Managing hardware for a large detector is as much an information problem as it is an engineering one.
Over the past weeks I built a web application to manage the CMS Tracker backend assets and their topology, with the goal of creating a single operational view of devices, connections, and status.
This post explains what the project is, how it’s structured, and why one feature — a natural-language query interface powered by an LLM — turned out to be surprisingly useful.
The problem: fragmented operational knowledge
Backend hardware ecosystems evolve organically. Boards move between crates, optical links get re-patched, firmware changes, and components are replaced.
The information exists — but often across spreadsheets, ad-hoc notes, and multiple small tools. The result is friction:
- It’s hard to answer simple operational questions quickly
- Inconsistencies creep in
- The cognitive load for shifters and experts grows
The goal of this project was to create a single source of truth that is:
- Structured and consistent
- Easy to update safely
- Immediately useful for day-to-day operations
What the application does
At its core, the app is an asset and topology manager for CMS Tracker backend hardware. It provides:
- Inventory of ATCA assets (boards, crates, racks, slots, power)
- Tracking of linked components (SOMs, IPMCs, FireFly modules, fibres)
- Role-based access control (reader, writer, admin)
- Automatic propagation of status and location when hardware is installed or moved
- A normalized relational data model to keep updates consistent

The emphasis was not only on storing data, but on making operational workflows explicit — for example, installing a board updates multiple related entities automatically, reducing manual bookkeeping.
Architecture in a nutshell
The stack is intentionally simple and pragmatic:
- Backend: FastAPI
- Database: PostgreSQL with a normalized schema
- ORM layer: SQLAlchemy Core with reflection
- Auth: role-based with future CERN SSO integration
- UI: server-rendered templates focused on clarity over complexity
The app works directly on an existing schema, so it can evolve with the hardware model without heavy refactoring.
The interesting part: natural-language queries → SQL
One feature I wanted to experiment with was lowering the barrier to querying the database.
Operational questions are often phrased in plain language:
“Show me the FireFly modules connected to boards, including type and connector.”
Instead of requiring users to write SQL, the app includes a Query page where you describe the data you want.
The backend then:
- Uses an LLM to generate a read-only SQL query
- Validates and executes it
- Displays both the query and the results

Why this is useful in practice
This feature isn’t about replacing SQL — it’s about speed and accessibility.
1. Faster operational checks
You can ask ad-hoc questions without remembering table structures.
2. Transparency and trust
Showing the generated SQL makes the process auditable and educational.
3. A bridge between mental and data models
People think in terms of devices and links, not joins — the interface translates between the two.
4. Safe by design
Queries are generated as read-only, preventing accidental modifications.
Lessons learned
Modeling matters more than UI
A clean schema with explicit relationships made everything else easier — including LLM prompting.
LLMs work best with constraints
Providing schema context and enforcing read-only execution keeps outputs reliable.
Small operational tools have big impact
Even simple visibility improvements reduce friction in daily work.
What I’d like to explore next
- Graph visualization of topology
- Query history and saved operational views
- Tighter integration with authentication (SSO)
- Automated consistency checks across links
Final thoughts
This project sits at the intersection of detector operations, software engineering, and human-computer interaction.
The most rewarding aspect is that it’s immediately useful: a tool built not as a demo, but as part of the operational workflow.
And the LLM query interface is a small glimpse of how interacting with complex technical systems might become more conversational — while still grounded in precise, auditable data.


## WHAT IS EXPECTED
From the entries that follow, copy each line in which "About" appears.

## DATASET EXCERPTS
******************************

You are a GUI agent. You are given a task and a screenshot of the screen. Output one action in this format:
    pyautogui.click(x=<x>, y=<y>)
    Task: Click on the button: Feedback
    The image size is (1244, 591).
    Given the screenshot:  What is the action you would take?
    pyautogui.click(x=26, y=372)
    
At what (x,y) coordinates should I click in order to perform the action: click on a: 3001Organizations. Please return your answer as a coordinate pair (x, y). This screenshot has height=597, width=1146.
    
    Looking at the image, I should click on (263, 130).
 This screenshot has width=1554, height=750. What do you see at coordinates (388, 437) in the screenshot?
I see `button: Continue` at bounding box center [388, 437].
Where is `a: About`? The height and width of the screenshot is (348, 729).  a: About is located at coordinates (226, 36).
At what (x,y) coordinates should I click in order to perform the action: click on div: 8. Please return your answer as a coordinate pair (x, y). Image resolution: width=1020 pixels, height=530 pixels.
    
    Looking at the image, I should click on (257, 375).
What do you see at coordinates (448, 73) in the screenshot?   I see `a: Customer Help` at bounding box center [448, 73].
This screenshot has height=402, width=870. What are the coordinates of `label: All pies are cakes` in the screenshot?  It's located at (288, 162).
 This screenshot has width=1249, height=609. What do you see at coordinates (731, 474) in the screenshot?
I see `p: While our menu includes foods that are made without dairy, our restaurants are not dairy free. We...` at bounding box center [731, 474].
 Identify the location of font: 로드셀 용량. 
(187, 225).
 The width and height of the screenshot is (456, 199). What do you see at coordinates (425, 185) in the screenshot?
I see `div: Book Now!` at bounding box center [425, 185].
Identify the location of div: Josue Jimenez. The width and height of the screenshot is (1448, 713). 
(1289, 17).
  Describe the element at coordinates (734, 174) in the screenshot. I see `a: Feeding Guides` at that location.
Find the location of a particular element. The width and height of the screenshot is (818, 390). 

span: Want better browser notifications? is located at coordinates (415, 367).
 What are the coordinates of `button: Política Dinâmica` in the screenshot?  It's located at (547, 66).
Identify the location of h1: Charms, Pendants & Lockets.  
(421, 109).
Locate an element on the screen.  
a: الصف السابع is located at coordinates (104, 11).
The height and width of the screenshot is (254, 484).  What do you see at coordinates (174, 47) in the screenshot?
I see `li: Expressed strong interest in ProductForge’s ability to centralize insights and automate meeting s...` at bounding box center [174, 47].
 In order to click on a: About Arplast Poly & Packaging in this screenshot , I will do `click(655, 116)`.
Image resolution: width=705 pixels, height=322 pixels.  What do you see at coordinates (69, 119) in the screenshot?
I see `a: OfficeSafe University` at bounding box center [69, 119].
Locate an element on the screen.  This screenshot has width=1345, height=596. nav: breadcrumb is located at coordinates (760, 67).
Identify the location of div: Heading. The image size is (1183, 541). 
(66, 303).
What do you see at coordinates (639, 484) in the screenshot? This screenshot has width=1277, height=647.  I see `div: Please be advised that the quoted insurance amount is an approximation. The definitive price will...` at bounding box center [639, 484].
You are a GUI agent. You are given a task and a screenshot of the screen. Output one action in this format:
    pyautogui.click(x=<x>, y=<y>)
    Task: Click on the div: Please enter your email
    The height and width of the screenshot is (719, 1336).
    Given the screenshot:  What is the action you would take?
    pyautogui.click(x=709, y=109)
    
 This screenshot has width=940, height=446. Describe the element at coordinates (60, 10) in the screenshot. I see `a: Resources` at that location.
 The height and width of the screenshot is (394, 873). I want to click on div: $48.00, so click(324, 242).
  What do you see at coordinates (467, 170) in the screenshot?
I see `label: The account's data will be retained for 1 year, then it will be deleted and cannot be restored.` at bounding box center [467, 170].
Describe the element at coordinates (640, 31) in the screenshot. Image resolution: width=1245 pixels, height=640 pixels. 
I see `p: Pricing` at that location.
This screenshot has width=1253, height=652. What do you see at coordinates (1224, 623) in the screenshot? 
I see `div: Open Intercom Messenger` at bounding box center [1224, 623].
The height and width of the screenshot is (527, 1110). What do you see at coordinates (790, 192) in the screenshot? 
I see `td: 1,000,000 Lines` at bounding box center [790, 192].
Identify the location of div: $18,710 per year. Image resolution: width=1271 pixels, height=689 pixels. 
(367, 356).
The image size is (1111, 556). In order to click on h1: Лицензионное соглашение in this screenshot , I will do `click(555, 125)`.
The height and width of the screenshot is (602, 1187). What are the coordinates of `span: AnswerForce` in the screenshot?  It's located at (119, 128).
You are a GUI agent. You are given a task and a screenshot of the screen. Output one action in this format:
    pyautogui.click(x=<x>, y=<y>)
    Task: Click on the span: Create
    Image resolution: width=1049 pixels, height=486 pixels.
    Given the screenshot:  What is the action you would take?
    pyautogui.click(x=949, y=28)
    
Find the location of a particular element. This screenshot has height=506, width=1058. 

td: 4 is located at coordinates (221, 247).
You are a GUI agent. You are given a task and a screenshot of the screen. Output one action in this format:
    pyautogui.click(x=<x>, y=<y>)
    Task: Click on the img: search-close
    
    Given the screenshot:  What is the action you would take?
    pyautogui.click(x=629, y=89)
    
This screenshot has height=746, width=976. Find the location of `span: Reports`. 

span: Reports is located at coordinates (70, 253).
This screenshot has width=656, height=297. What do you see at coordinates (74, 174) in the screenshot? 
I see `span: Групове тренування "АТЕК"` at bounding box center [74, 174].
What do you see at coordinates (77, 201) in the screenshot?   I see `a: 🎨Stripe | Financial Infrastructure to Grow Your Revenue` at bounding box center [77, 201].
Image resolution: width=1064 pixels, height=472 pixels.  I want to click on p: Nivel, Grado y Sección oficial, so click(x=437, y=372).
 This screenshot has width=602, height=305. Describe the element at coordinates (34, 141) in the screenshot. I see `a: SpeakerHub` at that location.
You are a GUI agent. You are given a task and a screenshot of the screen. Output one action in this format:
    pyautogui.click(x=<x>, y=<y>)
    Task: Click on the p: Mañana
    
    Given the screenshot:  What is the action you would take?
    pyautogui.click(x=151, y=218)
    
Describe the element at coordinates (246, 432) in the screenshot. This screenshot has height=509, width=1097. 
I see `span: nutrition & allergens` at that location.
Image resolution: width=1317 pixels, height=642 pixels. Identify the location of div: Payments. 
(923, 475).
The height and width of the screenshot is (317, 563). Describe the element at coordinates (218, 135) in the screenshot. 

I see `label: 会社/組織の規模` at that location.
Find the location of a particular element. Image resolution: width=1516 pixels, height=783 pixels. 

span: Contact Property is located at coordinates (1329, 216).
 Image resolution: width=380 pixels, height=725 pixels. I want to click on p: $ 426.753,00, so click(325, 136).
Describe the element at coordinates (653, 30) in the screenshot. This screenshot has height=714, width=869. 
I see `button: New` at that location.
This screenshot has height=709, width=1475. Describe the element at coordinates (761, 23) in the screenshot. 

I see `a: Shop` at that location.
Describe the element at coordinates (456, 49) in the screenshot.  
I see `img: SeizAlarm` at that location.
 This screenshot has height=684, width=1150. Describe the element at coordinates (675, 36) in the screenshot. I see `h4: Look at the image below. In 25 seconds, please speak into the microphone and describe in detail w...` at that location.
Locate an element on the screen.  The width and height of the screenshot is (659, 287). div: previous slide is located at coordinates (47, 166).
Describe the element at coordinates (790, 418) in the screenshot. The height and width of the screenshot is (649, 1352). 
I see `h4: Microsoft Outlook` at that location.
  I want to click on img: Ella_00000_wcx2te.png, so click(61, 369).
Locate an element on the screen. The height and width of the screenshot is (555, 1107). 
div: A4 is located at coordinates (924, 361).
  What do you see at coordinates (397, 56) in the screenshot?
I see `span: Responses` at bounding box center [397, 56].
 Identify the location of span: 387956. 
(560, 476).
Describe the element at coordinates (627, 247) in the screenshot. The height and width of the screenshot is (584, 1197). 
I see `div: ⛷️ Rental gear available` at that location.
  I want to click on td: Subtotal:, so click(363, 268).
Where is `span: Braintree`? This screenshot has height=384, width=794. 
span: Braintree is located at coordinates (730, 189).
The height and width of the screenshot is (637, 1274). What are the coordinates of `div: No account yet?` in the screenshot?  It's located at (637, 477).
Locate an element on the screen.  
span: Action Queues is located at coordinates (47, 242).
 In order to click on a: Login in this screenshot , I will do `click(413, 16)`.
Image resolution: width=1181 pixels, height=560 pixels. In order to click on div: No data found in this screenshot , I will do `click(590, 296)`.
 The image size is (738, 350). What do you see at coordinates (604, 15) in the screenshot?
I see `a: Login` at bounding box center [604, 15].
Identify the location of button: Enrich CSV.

******************************

## EXERCISE RESPONSE
Where is `a: About`? The height and width of the screenshot is (348, 729).  a: About is located at coordinates (226, 36).
 In order to click on a: About Arplast Poly & Packaging in this screenshot , I will do `click(655, 116)`.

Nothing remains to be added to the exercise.